The principal author of the American Constitution, James Madison, was a strong supporter of Locke. Born into a family of slaves, he wanted to protect the wealth of the masses. Madison feared direct democracy, in which the people participate directly in politics, and championed representative government, in which the people elect representatives who are expected to represent their interests. Madison feared local government because it was too close to the people and too likely to favor the redistribution of wealth. Madison therefore championed a federal government in a distant capital.

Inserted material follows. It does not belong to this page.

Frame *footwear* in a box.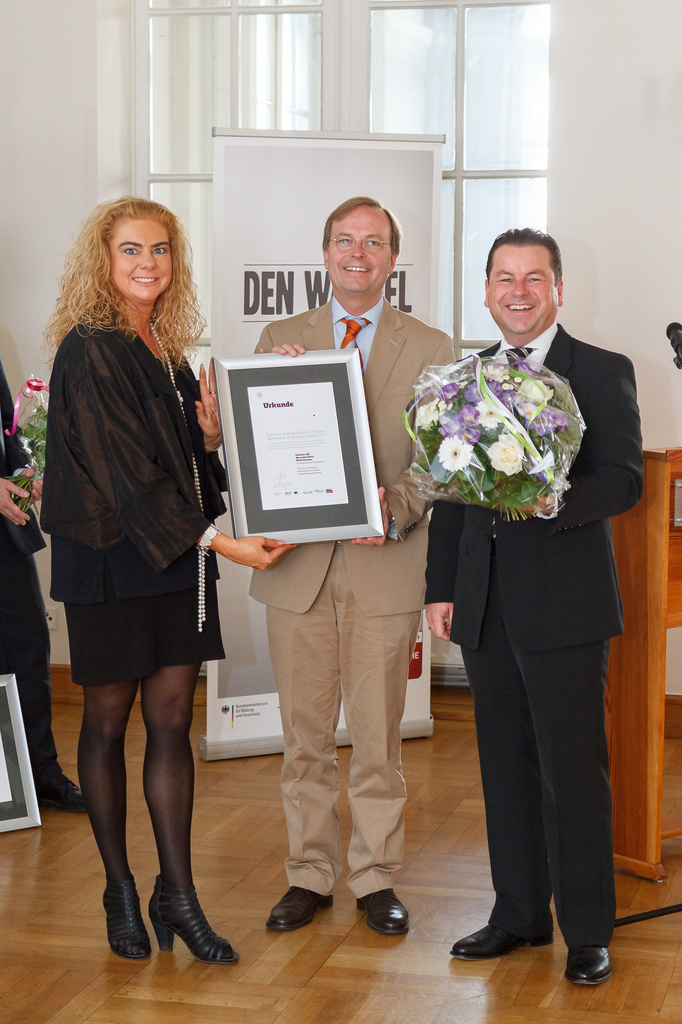
[15,778,132,811].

Madison’s strategy worked. The US federal government is largely isolated from public opinion. The majority of public opinion opposes wars, supports affordable health care for all, and comes out in favor of higher taxes for the wealthy. Congress, meanwhile, is content to wage wars, offer overpriced private health care, and give tax cuts to the wealthy.

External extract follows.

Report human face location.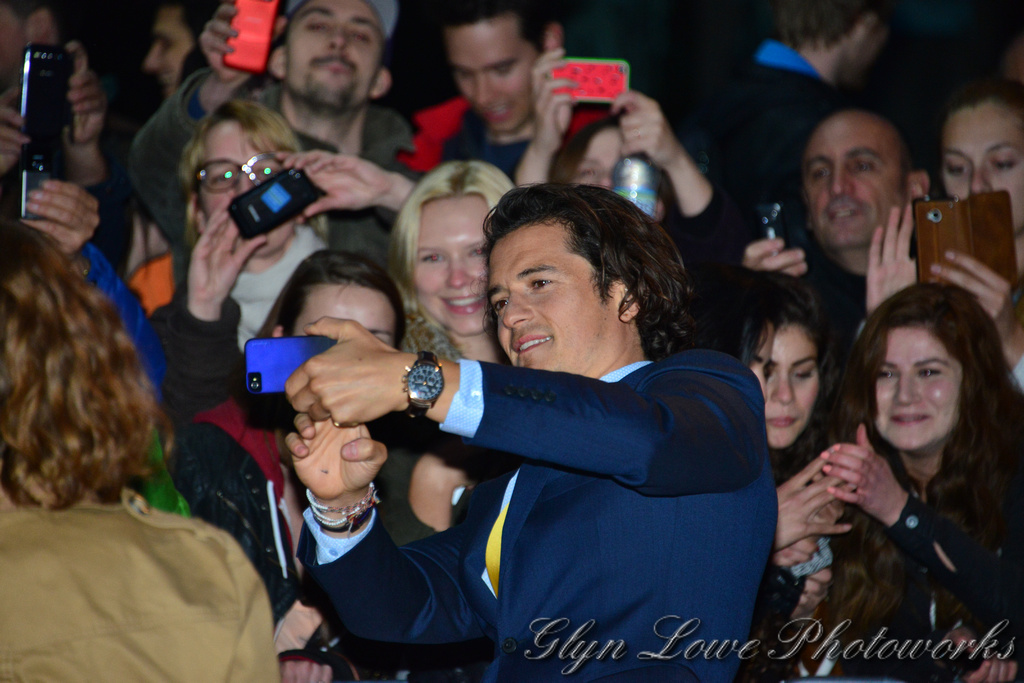
Report: 0, 12, 34, 78.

The United States calls itself a democracy but is in fact a plutocracy. (The Economist Intelligence Unit calls the United States an “imperfect democracy”). The rich and corporate lobbies fund political campaigns, and in return the government offers the rich low taxes, freedom to pollute, and war. Private companies dominate the health sector. Wall Street runs the financial system. Big Oil runs the energy system. And the military-industrial lobby directs foreign policy.

This brings us to the global climate crisis. The most powerful nation in the world has a domestic energy policy that remains in the hands of the big oil companies. Its foreign policy aims to preserve American hegemony through wars. And its Congress is designed to shield the wealthy from the demands of the masses, whether it’s fighting poverty or fighting climate change.

The American leaders who participated in the Paris summit, John Kerry (US President’s Special Envoy for the Climate) and Janet Yellen (US Treasury Secretary) are people of remarkable ethics and deep and long-standing commitments to the fight against poverty and climate change. Yet they are unable to implement current US policy. Congress and the American plutocracy are standing in the way.

Leaders gathered at the Paris Summit recognized the urgent need for a massive expansion of official development finance by the Multilateral Development Banks (MDBs), i.e. the World Bank, the African Development Bank, the Asian Development Bank and others. However, to increase their lending to the necessary proportions, the MDBs will need an increase in paid-in capital from the United States, Europe and other major economies. But the US Congress opposes investing more capital in MDBs, and US opposition (so far) blocks global action.

Congress opposes the capital increase for three reasons. First, it would cost the United States quite a bit of money, and the wealthy campaign funders aren’t interested. Second, it would accelerate the global fossil fuel transition, and the US big oil lobby wants to delay, not accelerate, that transition. Third, it would give more political influence to the global institutions in which China participates, while the military-industrial complex wants to fight China, not collaborate with it.

So while developing countries need hundreds of billions of dollars in additional loans from MDBs each year, backed by additional capital from MDBs, the United States and Europe are pressuring MDBs to lend a little more with their existing capital. The MDBs could perhaps obtain $20 billion in additional loans each year with their current capital, a tiny fraction of what is needed.

The exasperation of developing countries manifested itself in Paris. Brazilian President Lula da Silva and several African presidents have made it clear that there are too many summits and too few dollars. Chinese Premier Li Qiang spoke calmly and courteously, promising that China would do its part alongside developing countries.

Solutions will eventually be found when the rest of the world moves forward despite US procrastination. Instead of allowing the US to block increased capital to MDBs, the rest of the world should move forward with or without the US. Even America’s plutocrats will realize that it is better to pay the modest price of fighting poverty and climate change than to face a world that rejects their greed and belligerence.